Three New Plays Illuminate the Stage
DENVER
There are few regional theaters that are successful and well-enough endowed to maintain a resident company of 20 actors, four directors, and three designers, but the Denver Center Theatre Company is one exception.
For their contribution to American theater, the company has been awarded this year's prestigious Tony Award for Outstanding Regional Theatre. The award will be presented June 7 at Radio City Music Hall in New York.
Under the direction of Donovan Marley, the DCTC has come of age. Members of the DCTC actually make a decent living in the mile-high city. They own homes, keep their kids in school, and still get out to do the odd gig in movies, commercials, or New York theater in the off-season.
The award comes at a good time. The Tony was recommended by the American Theatre Critics Association. Coincidentally, ATCA meets this week in Denver for its annual confab, and knowing for more than a year that the critics were coming, almost the entire Denver theater community has decked itself out in its Sunday finery.
Three world premires greet the critics at the DCTC's stages in the Denver Performing Arts Complex: Taking Leave, a play by award-winning playwright Nagle Jackson; Life Is a Dream, an adaptation by the 17th-century Spanish master Pedro Caldern de la Barca; and an experimental transmutation of Cervantes's Don Quixote, by Polish director Pavel Dobrusky.
The three plays are thematically linked, though vastly different in style and intent. All three deal with the ephemeral nature of reality, distinguishing between what is real and what is imagined. What may seem normal to one person may seem mad to another.
"Taking Leave" is based on the playwright's own experience as caregiver to his aging mother. The three daughters of an ailing professor meet in his home to decide what to do for (or with) him. One sister wants to find a good nursing home, one refuses to believe he needs that much care, and the third offers a unique solution.
The professor, who is failing mentally, had once been a distinguished Shakespearean scholar, and references to "King Lear" run in counterpoint throughout the play. But this witty play is no tragedy, nor is it merely a maudlin "disease-of-the-week" exercise. Without trivializing a difficult problem, the play forcefully reminds the viewer of the professor's personhood. Entering with him into his world of pleasant illusions, the youngest daughter finds the redemptive truth for her own life.
In Calderon's elegant "Life Is a Dream," a king has rejected his infant son, having him brought up as a chained beast in the wilds because omens at his birth portended evil of him. Stricken with guilt, however, the king relents and has the prince brought home to the palace - where the young man behaves just as his father had feared.
The prince is then drugged, taken back to his chains in the wilderness, and told when he awakens that it was all a dream. Realizing that all experience is really a dream, and that one could still choose to live through it with honor, dignity, and charity, he is transformed. Given a second chance, the young man ultimately determines who he will be.

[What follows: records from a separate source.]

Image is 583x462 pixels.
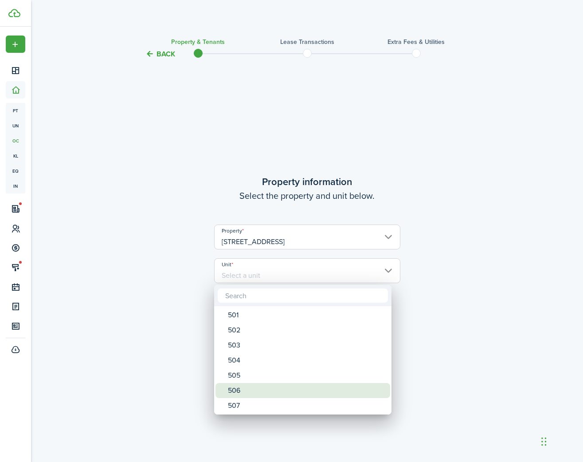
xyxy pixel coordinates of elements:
[228,368,385,383] div: 505
[214,306,392,414] mbsc-wheel: Unit
[228,322,385,338] div: 502
[218,288,388,302] input: Search
[228,338,385,353] div: 503
[228,398,385,413] div: 507
[228,383,385,398] div: 506
[228,353,385,368] div: 504
[228,307,385,322] div: 501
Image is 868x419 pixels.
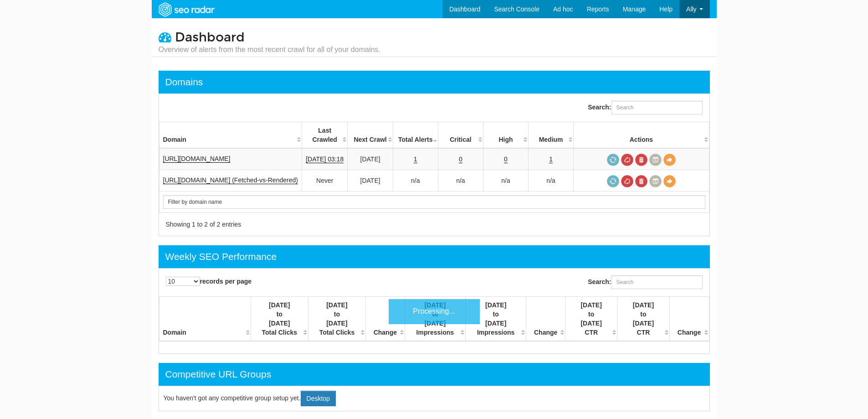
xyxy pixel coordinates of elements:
[404,297,466,341] th: [DATE] to [DATE] Impressions
[159,122,302,148] th: Domain: activate to sort column ascending
[466,297,526,341] th: [DATE] to [DATE] Impressions
[649,176,662,187] a: Crawl History
[621,176,633,187] a: Cancel in-progress audit
[165,367,271,381] div: Competitive URL Groups
[158,31,171,43] i: 
[587,5,609,13] span: Reports
[573,122,709,148] th: Actions: activate to sort column ascending
[553,5,573,13] span: Ad hoc
[607,176,619,187] a: Request a crawl
[588,100,703,114] label: Search:
[607,154,619,166] a: Request a crawl
[159,297,250,341] th: Domain
[366,297,405,341] th: Change
[484,170,529,192] td: n/a
[659,5,673,13] span: Help
[392,170,438,192] td: n/a
[588,275,703,289] label: Search:
[635,154,647,166] a: Delete most recent audit
[669,297,709,341] th: Change
[494,5,540,13] span: Search Console
[549,156,552,163] a: 1
[301,391,335,406] a: Desktop
[484,122,529,148] th: High: activate to sort column descending
[163,195,705,209] input: Search
[158,44,381,54] small: Overview of alerts from the most recent crawl for all of your domains.
[611,275,703,289] input: Search:
[165,220,423,229] div: Showing 1 to 2 of 2 entries
[389,300,480,324] div: Processing...
[438,122,483,148] th: Critical: activate to sort column descending
[347,122,392,148] th: Next Crawl: activate to sort column descending
[175,30,245,45] span: Dashboard
[635,176,647,187] a: Delete most recent audit
[250,297,308,341] th: [DATE] to [DATE] Total Clicks
[414,156,418,163] a: 1
[438,170,483,192] td: n/a
[621,154,633,166] a: Cancel in-progress audit
[302,170,347,192] td: Never
[347,170,392,192] td: [DATE]
[528,122,573,148] th: Medium: activate to sort column descending
[526,297,565,341] th: Change
[163,176,298,185] a: [URL][DOMAIN_NAME] (Fetched-vs-Rendered)
[686,5,697,13] span: Ally
[158,386,710,412] div: You haven't got any competitive group setup yet.
[347,148,392,170] td: [DATE]
[618,297,669,341] th: [DATE] to [DATE] CTR
[308,297,365,341] th: [DATE] to [DATE] Total Clicks
[163,155,231,163] a: [URL][DOMAIN_NAME]
[611,100,703,114] input: Search:
[302,122,347,148] th: Last Crawled: activate to sort column descending
[649,154,662,166] a: Crawl History
[155,2,218,18] img: SEORadar
[504,156,507,163] a: 0
[165,277,252,286] label: records per page
[392,122,438,148] th: Total Alerts: activate to sort column ascending
[565,297,618,341] th: [DATE] to [DATE] CTR
[458,156,462,163] a: 0
[165,250,277,263] div: Weekly SEO Performance
[165,277,200,286] select: records per page
[528,170,573,192] td: n/a
[165,75,203,89] div: Domains
[664,154,675,166] a: View Domain Overview
[306,156,344,163] a: [DATE] 03:18
[664,176,675,187] a: View Domain Overview
[623,5,646,13] span: Manage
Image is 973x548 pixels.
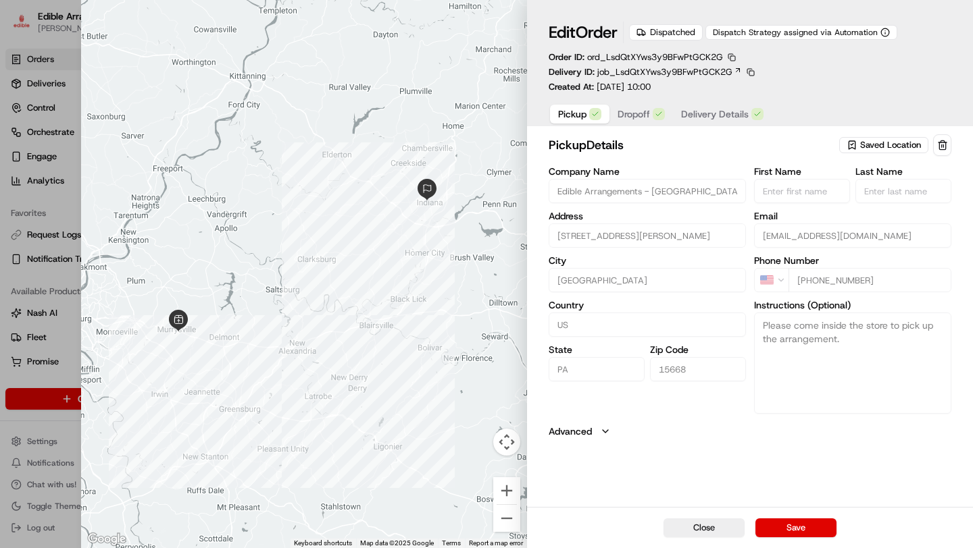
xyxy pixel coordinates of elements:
p: Order ID: [548,51,723,63]
div: We're available if you need us! [61,143,186,153]
h1: Edit [548,22,617,43]
span: job_LsdQtXYws3y9BFwPtGCK2G [597,66,732,78]
label: Company Name [548,167,746,176]
a: Open this area in Google Maps (opens a new window) [84,531,129,548]
label: City [548,256,746,265]
div: 📗 [14,303,24,314]
label: Phone Number [754,256,951,265]
p: Created At: [548,81,650,93]
label: Address [548,211,746,221]
button: Save [755,519,836,538]
input: Enter phone number [788,268,951,292]
label: Email [754,211,951,221]
a: 💻API Documentation [109,297,222,321]
div: Start new chat [61,129,222,143]
a: job_LsdQtXYws3y9BFwPtGCK2G [597,66,742,78]
span: API Documentation [128,302,217,315]
button: Saved Location [839,136,930,155]
label: Last Name [855,167,951,176]
textarea: Please come inside the store to pick up the arrangement. [754,313,951,414]
img: Nash [14,14,41,41]
input: Enter company name [548,179,746,203]
label: Country [548,301,746,310]
img: Brittany Newman [14,233,35,255]
span: Saved Location [860,139,921,151]
span: Knowledge Base [27,302,103,315]
h2: pickup Details [548,136,836,155]
button: Zoom out [493,505,520,532]
button: Dispatch Strategy assigned via Automation [705,25,897,40]
button: Close [663,519,744,538]
label: Zip Code [650,345,746,355]
img: Google [84,531,129,548]
div: 💻 [114,303,125,314]
a: 📗Knowledge Base [8,297,109,321]
span: Delivery Details [681,107,748,121]
span: Wisdom [PERSON_NAME] [42,209,144,220]
label: Advanced [548,425,592,438]
span: Pickup [558,107,586,121]
img: 1736555255976-a54dd68f-1ca7-489b-9aae-adbdc363a1c4 [27,210,38,221]
span: • [147,209,151,220]
button: Keyboard shortcuts [294,539,352,548]
label: State [548,345,644,355]
input: Enter city [548,268,746,292]
label: First Name [754,167,850,176]
input: 4883 William Penn Hwy, Murrysville, PA 15668, USA [548,224,746,248]
img: Wisdom Oko [14,197,35,223]
span: [PERSON_NAME] [42,246,109,257]
label: Instructions (Optional) [754,301,951,310]
button: Zoom in [493,478,520,505]
span: Map data ©2025 Google [360,540,434,547]
input: Enter state [548,357,644,382]
span: Dispatch Strategy assigned via Automation [713,27,877,38]
span: • [112,246,117,257]
div: Past conversations [14,176,91,186]
img: 1736555255976-a54dd68f-1ca7-489b-9aae-adbdc363a1c4 [14,129,38,153]
button: Map camera controls [493,429,520,456]
button: See all [209,173,246,189]
input: Enter last name [855,179,951,203]
span: [DATE] [154,209,182,220]
img: 8571987876998_91fb9ceb93ad5c398215_72.jpg [28,129,53,153]
input: Enter zip code [650,357,746,382]
input: Got a question? Start typing here... [35,87,243,101]
a: Report a map error [469,540,523,547]
input: Enter country [548,313,746,337]
p: Welcome 👋 [14,54,246,76]
button: Start new chat [230,133,246,149]
span: [DATE] 10:00 [596,81,650,93]
div: Delivery ID: [548,66,757,78]
span: ord_LsdQtXYws3y9BFwPtGCK2G [587,51,723,63]
span: Dropoff [617,107,650,121]
a: Powered byPylon [95,334,163,345]
input: Enter email [754,224,951,248]
span: Pylon [134,335,163,345]
span: Order [576,22,617,43]
span: [DATE] [120,246,147,257]
a: Terms (opens in new tab) [442,540,461,547]
div: Dispatched [629,24,702,41]
input: Enter first name [754,179,850,203]
button: Advanced [548,425,951,438]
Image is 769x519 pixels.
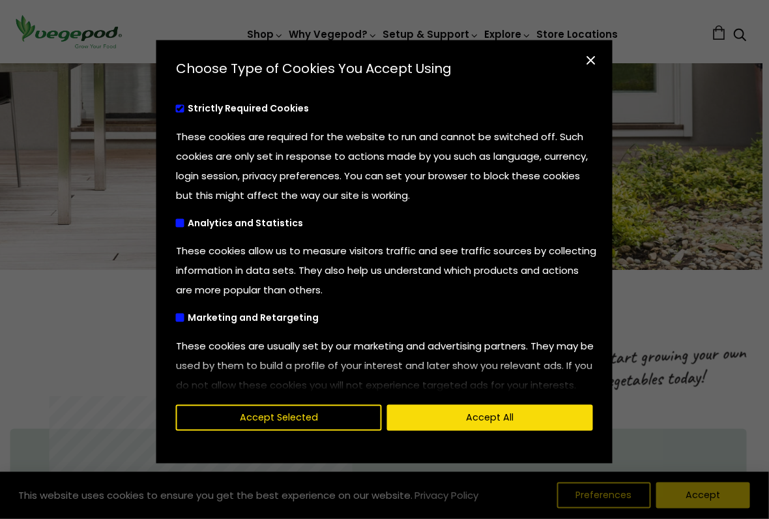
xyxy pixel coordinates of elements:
button: Accept All [387,405,593,431]
p: These cookies are usually set by our marketing and advertising partners. They may be used by them... [176,336,597,395]
p: Choose Type of Cookies You Accept Using [176,60,593,78]
p: These cookies allow us to measure visitors traffic and see traffic sources by collecting informat... [176,241,597,300]
button: Accept Selected [176,405,382,431]
label: Marketing and Retargeting [176,313,353,323]
label: Analytics and Statistics [176,218,338,228]
p: These cookies are required for the website to run and cannot be switched off. Such cookies are on... [176,127,597,205]
button: Close [577,47,605,76]
label: Strictly Required Cookies [176,104,343,113]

Like all the best resident theater companies in America, the DCTC has offered a mix of classic and modern plays, commercial hits, and experimental esoterica - the stuff that brings in new ideas, keeps actors and designers on their toes, and generally opens windows to other worlds. Such is Mr. Dobrusky's lavish and bizarre take on Cervantes's 17th-century tale of a mad old man in search of knightly deeds and heroic adventures.
Close to the original, this version is nothing like "Man of LaMancha." Littered with books, the set focuses on the power of the written word to invoke realities within fictions. The production embraces Don Quixote's illusions as a central metaphor for the wisdom of folly: The old man's ideals are better than the world he lives in, and he is nobler and kinder than all those who think themselves sane and yet are selfish and petty.
It's a fitting lineup for a house full of critics, every one of whom is practiced at "willing suspension of disbelief." The realities that the theater illumine come to us almost as dreams - and certainly as illusions. Sorting through them is every critic's job.